S&H Opera Review

PFITZNER Palestrina Royal Opera House, 29 January 2001 (AW)


Palestrina, with music and text composed by Hans Pfitzner, is bound to divide audiences between those who are affected by the music and the sentiments expressed, and those who have reservations about the quality of this sound edifice and resistance to the ideological world that this work inhabits.

Palestrina was written and first performed during the First World War. Although known well on the continent, in this country it was not premiered professionally until 1997 at Covent Garden. The present revival of that Lehnhoff/Thielemann production has been strengthened, on all accounts, by important cast changes, notably Philip Langridge as Palestrina and John Tomlinson as Boromeo.

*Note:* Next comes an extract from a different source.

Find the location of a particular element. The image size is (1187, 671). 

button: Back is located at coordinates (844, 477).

The opera is set at the time of the Council of Trent and the Catholic Church's attempts to come to terms with the Reformation. While talking about the distant past, the underlying concerns are with the revolutionary changes, cultural as well as political, which were sweeping across Europe during the early part of the 20th century.

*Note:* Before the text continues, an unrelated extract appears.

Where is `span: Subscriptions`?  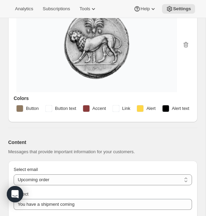 span: Subscriptions is located at coordinates (56, 9).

Some of the audience's problems with this work are exacerbated by contrasts between the originating material and the production values. The text contains a long-winded exposition of opposites to make out a case for the 'old' against the 'new'. The staging and the costumes, on the other hand, are apt, telling and to the point with an economy of means.

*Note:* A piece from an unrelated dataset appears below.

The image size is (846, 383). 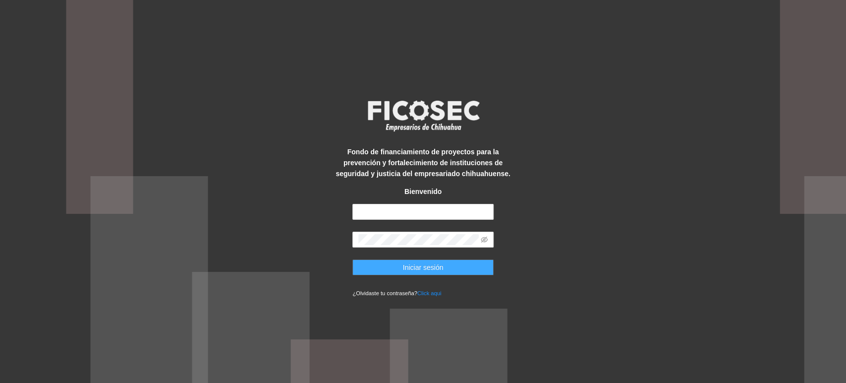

The gargantuan musical structure has some unwieldy longeurs, especially in the first act, but it is held together by the superb quality of performances. The audience's attention was kept focused, no mean achievement through a very long evening.

Pfitzner wrote this opera at a time when, unsurprisingly, even some members of the avant-garde retreated into a perceived stability of tried and tested 'traditional' forms. However, the expounding of conservative values as sanctioned by Heaven and to claim to have the angels aligned with this cause does not offer a reasoned or reasonable rejection of the 'new'. Indeed Silla, the caricature of the student entranced by 'scratchy sounds', is conveniently made to vanish to Florence (presumably to study with Schoenberg?). No real argument is possible, and it is no surprise that this kind of self-righteousness and maudlin self-pity proved to be fertile ground on which fascism could flourish.

Palestrina is unlikely to make it into the realms of the popular repertoire up and down this country. Yet, it is not easy to just dismiss this work. The tremendous artistic investment on every level of this production is compelling. It is difficult to imagine it being given a better chance of coming to life than with this production at the Royal Opera, steered with conviction by Christian Thielemann and cast from strength. Christianne Oelze and Sophie Koch are delightful as Palestrina's trousered son and pupil, and a roll call of names to conjure with supply the numerous quarrelsome clerics who caricature the workings of democracy, including Alan Titus as Morone and Kurt Rydl as Madruscht, who brings Act 2 to its end with a ruthless massacre, and finally in Act 3 the apotheosis of Palestrina/Pfitzner culminating with the appearance of Kurt Moll as Pope Pius IV.

Critical opinion has been polarised between Martin Anderson celebrating 'the extraordinary beauty and calm dignity' of the music of the outer acts in The Independent and Andrew Clements' unceremonious dismissal in The Guardian of its 'schoolmasterly cadences and rambling, unfocussed melodic lines' and Pfitzner's own 'bilious sense of injustice' at seeing himself 'passed over in favour of the new generation of modernists'. That doyen of opera critics, Rodney Milnes, appraises this revival in The Times, concluding that 'a performance of Pfitzner's opera as good as this - and it is by a long chalk the most convincing I have seen - is really rather worrying. You almost believe it is a great opera, which both instinct and reason tell you it isn't'.

Go and see for yourself. Make up your own mind while there is a chance.